In my setup, I haven’t encountered any problems during simultaneous “Move Storage” operations, parallel cloning, or disk deletions, even when multiple nodes operate on the same shared LUN. Everything has been stable so far, and I haven’t seen the lock timeouts you are experiencing on FC.


If you’d like to compare configurations, just tell me what would help.
I can share:
  • my iSCSI + multipath configuration
  • LVM/VG layout
  • Proxmox storage.cfg
  • multipath.conf, including queue-depth settings
  • kernel parameters
  • or anything else you want to cross-check
Happy to help if it can give you additional insight into the locking behaviour.

Hi Tibo,

If possible, could you share everything? If you have a successful implementation, it could also help others who face issues in the future.

By the way, why did you have to tweak the queue-depth and kernel parameters? Do we really need something like that?

Also, my issue occurs with the lock mechanism on the Proxmox side. It’s interesting that you don’t have this problem. Did you do a clean installation or upgrade from 8 to 9?
 
I am sharing my multipath configuration and multipath output also storage file,

1764615391548.png

1764615610661.png


I’m also using OCFS2, and it’s almost perfect. In fact, OCFS2 itself is excellent, but Proxmox forces me to use its own lock mechanism. At the operating system level, OCFS knows these disks are cluster disks, but if I don’t select “shared” in the Proxmox interface, parallel access from nodes is not allowed. If I do select it, then many operations become very slow due to the lock mechanisms.
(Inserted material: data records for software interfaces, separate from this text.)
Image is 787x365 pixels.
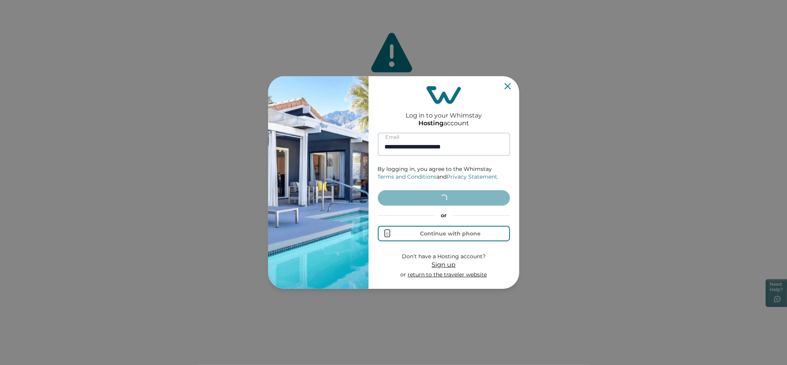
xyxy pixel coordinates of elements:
[401,271,487,279] p: or
[378,173,437,180] a: Terms and Conditions
[419,119,469,127] p: account
[401,253,487,261] p: Don’t have a Hosting account?
[408,271,487,278] a: return to the traveler website
[505,83,511,89] button: Close
[378,226,510,241] button: Continue with phone
[406,104,482,119] h2: Log in to your Whimstay
[447,173,499,180] a: Privacy Statement.
[419,119,444,127] p: Hosting
[427,86,462,104] img: login-logo
[378,165,510,181] p: By logging in, you agree to the Whimstay and
[268,76,369,289] img: auth-banner
[421,230,481,237] div: Continue with phone
[432,261,456,268] span: Sign up
[378,212,510,220] p: or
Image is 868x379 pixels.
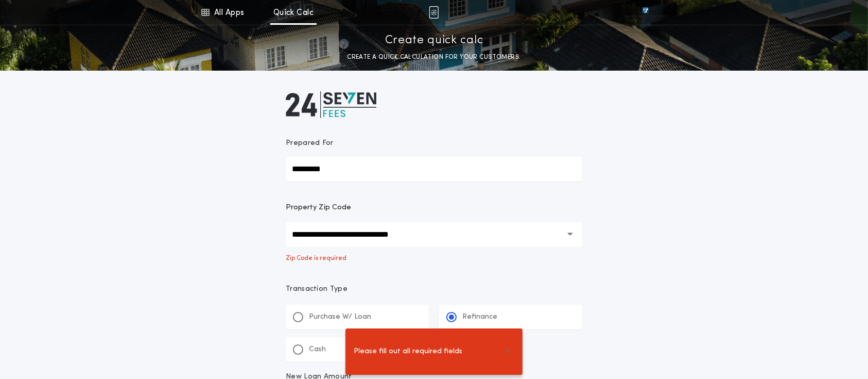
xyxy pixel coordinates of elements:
[429,6,438,18] img: img
[309,312,371,322] p: Purchase W/ Loan
[286,91,376,118] img: logo
[286,284,583,295] p: Transaction Type
[624,7,667,18] img: vs-icon
[354,346,462,357] span: Please fill out all required fields
[286,138,333,149] p: Prepared For
[286,255,583,261] span: Zip Code is required
[462,312,497,322] p: Refinance
[347,52,520,62] p: CREATE A QUICK CALCULATION FOR YOUR CUSTOMERS.
[286,157,583,181] input: Prepared For
[286,201,351,214] label: Property Zip Code
[385,33,484,49] p: Create quick calc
As you can see, I configured it to panic in case of an error, so data corruption is hardly possible because the node will immediately switch to panic mode. The kernel parameter is set to 20 seconds, which is too short for any corruption to occur. However, on the Proxmox side, I’m forced to use their lock mechanism.


1764616042370.png


As you can see, my test servers have multiple HBAs. The reason is that sometimes I virtualize Proxmox and assign HBAs to these servers to analyze the situation and identify stability issues. Because of this, my disk names change, while my DM and Multipath names remain constant. Therefore, it’s not really possible for me to make queue or kernel adjustments on a per-disk basis. Maybe I could write a startup script… but I’m not sure.